EDIT//CODE
// SYSTEM DIAGNOSTIC: ERROR DETECTED
> FEAR HAS INFILTRATED THE CORE
> VISION COMPROMISED
> INITIATING OVERRIDE

「 Daido Moriyama – Stray Dog, Misawa, 1971」
Why Art Needs Less Fear and More Vision
Art is not meant to reassure. It is not here to please, to follow, or to obey. Art is an act of defiance, a rupture in the ordinary, a gaze that does not avert itself. Yet today, so much of what surrounds us in contemporary culture is marked by hesitation—by the fear of misstep, of not being understood, of not being accepted. Vision is sacrificed at the altar of safety. We must ask: When did we start fearing the very essence of what art is meant to be?
Rick Rubin once said, “The best art divides the audience.” And yet, we live in an era where division is often mistaken for failure. To create with vision means to risk, to provoke, to expose raw nerve endings. Look at the painters of our time—Adrian Ghenie excavating history’s wounds through violent, blurred textures; Julie Mehretu mapping the chaos of modern existence in frenetic, layered lines. Their work does not whisper. It does not apologize. It stands.
Music, too, has its revolutionaries. Ryuichi Sakamoto, in his last years, stripped everything down to its purest form—melancholy reduced to single notes, silence as important as sound. Arca, on the other end of the spectrum, fractures electronic composition into something alien, unsettling, utterly new. These artists understand: art is not about comfort. It is about truth.

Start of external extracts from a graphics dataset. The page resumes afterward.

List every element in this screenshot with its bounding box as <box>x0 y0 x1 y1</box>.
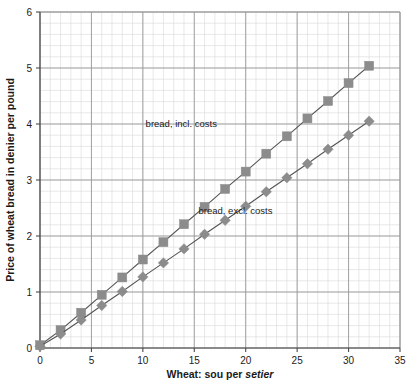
data-point-marker <box>344 79 353 88</box>
x-axis-tick-label: 0 <box>37 355 43 366</box>
y-axis-tick-label: 4 <box>26 119 32 130</box>
data-point-marker <box>365 61 374 70</box>
x-axis-tick-label: 5 <box>89 355 95 366</box>
y-axis-tick-label: 6 <box>26 7 32 18</box>
data-point-marker <box>262 149 271 158</box>
x-axis-tick-label: 15 <box>189 355 201 366</box>
chart-container: 0123456 05101520253035 bread, incl. cost… <box>0 0 420 383</box>
data-point-marker <box>97 290 106 299</box>
data-point-marker <box>180 220 189 229</box>
price-of-bread-line-chart: 0123456 05101520253035 bread, incl. cost… <box>0 0 420 383</box>
data-point-marker <box>282 132 291 141</box>
y-axis-tick-label: 2 <box>26 231 32 242</box>
data-point-marker <box>118 273 127 282</box>
y-axis-tick-label: 1 <box>26 287 32 298</box>
x-axis-title-plain: Wheat: sou per <box>167 368 246 380</box>
x-axis-tick-label: 30 <box>343 355 355 366</box>
data-point-marker <box>324 97 333 106</box>
y-axis-title: Price of wheat bread in denier per pound <box>4 78 16 282</box>
x-axis-tick-label: 20 <box>240 355 252 366</box>
x-axis-title: Wheat: sou per setier <box>167 368 275 380</box>
series-annotation-2: bread, excl. costs <box>199 205 273 216</box>
x-axis-tick-label: 10 <box>137 355 149 366</box>
series-annotation-1: bread, incl. costs <box>146 118 218 129</box>
data-point-marker <box>303 114 312 123</box>
x-axis-title-italic: setier <box>245 368 274 380</box>
x-axis-tick-label: 25 <box>292 355 304 366</box>
data-point-marker <box>241 167 250 176</box>
x-axis-tick-label: 35 <box>394 355 406 366</box>
data-point-marker <box>159 238 168 247</box>
data-point-marker <box>138 255 147 264</box>
y-axis-tick-label: 0 <box>26 343 32 354</box>
y-axis-tick-label: 5 <box>26 63 32 74</box>
y-axis-tick-label: 3 <box>26 175 32 186</box>
data-point-marker <box>221 184 230 193</box>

In The Art of Forgery, Noah Charney writes, “All art is either revolution or plagiarism.” A brutal truth, but an essential one. The fear of stepping into the unknown has created a culture of self-replication, of safe gestures disguised as boldness. But vision does not ask for permission. It does not seek to be ‘liked.’ Look at the radicals—Ai Weiwei, unflinching in his dialogue with power; Tetsuya Ishida, painting the grotesque machinery of modern life with eerie precision. They see beyond the immediate, beyond the dictated language of the present.

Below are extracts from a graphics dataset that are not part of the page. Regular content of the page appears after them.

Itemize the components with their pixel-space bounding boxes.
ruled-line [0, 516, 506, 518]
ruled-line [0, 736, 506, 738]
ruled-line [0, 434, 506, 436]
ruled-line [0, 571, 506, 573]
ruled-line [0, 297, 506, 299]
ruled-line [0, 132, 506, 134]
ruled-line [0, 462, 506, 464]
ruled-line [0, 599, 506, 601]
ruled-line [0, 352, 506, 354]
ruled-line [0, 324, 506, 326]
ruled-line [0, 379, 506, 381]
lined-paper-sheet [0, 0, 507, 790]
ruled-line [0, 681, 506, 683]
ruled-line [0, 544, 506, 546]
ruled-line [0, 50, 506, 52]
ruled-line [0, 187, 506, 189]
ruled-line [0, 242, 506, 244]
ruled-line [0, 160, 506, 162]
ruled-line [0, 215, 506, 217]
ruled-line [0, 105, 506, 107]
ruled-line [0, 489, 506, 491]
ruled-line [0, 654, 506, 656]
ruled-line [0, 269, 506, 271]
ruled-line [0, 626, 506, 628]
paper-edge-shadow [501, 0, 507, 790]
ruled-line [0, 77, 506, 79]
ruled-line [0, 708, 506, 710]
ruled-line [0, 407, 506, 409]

Famed Chinese curator Hou Hanru speaks of artists as “catalysts of the unknown.” The unknown is where art belongs. Mayakovsky knew this when he thundered against convention, when he wrote, “Art is not a mirror to reflect the world, but a hammer with which to shape it.” Lev Dodin, in his theater, speaks of art as a matter of necessity, not entertainment. This is the essence we risk losing when we create for approval instead of creation itself.

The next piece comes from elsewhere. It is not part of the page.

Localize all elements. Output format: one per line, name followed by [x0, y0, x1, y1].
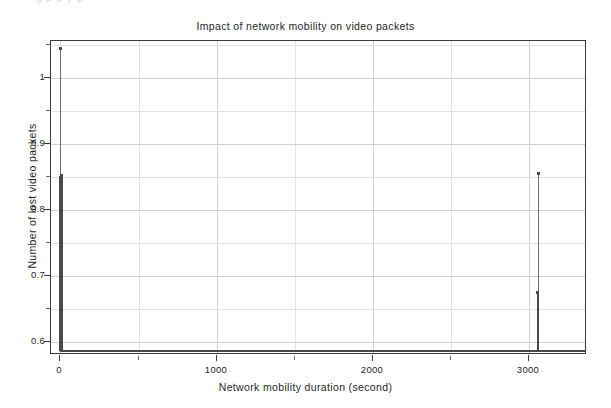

「 Anne Imhof – "Faust" 2017 at German Pavillion, Venice Biennale」
「 Doris Salcedo "Shibboleth" 2007 at Tate Modern 」
The future does not belong to the careful. It belongs to those who stand in the face of doubt and move forward anyway. It belongs to the artists unafraid to challenge, to disturb, to illuminate. This is a call to those who hesitate, to those who wonder if their vision is ‘too much,’ if their voice is ‘too different.’ There is no such thing.
Art does not need more fear. It needs more courage, more chaos, more vision. Stand for the new. Stand for the voices trembling on the edge of the unknown. Stand for all those who are doubting. And then, step forward.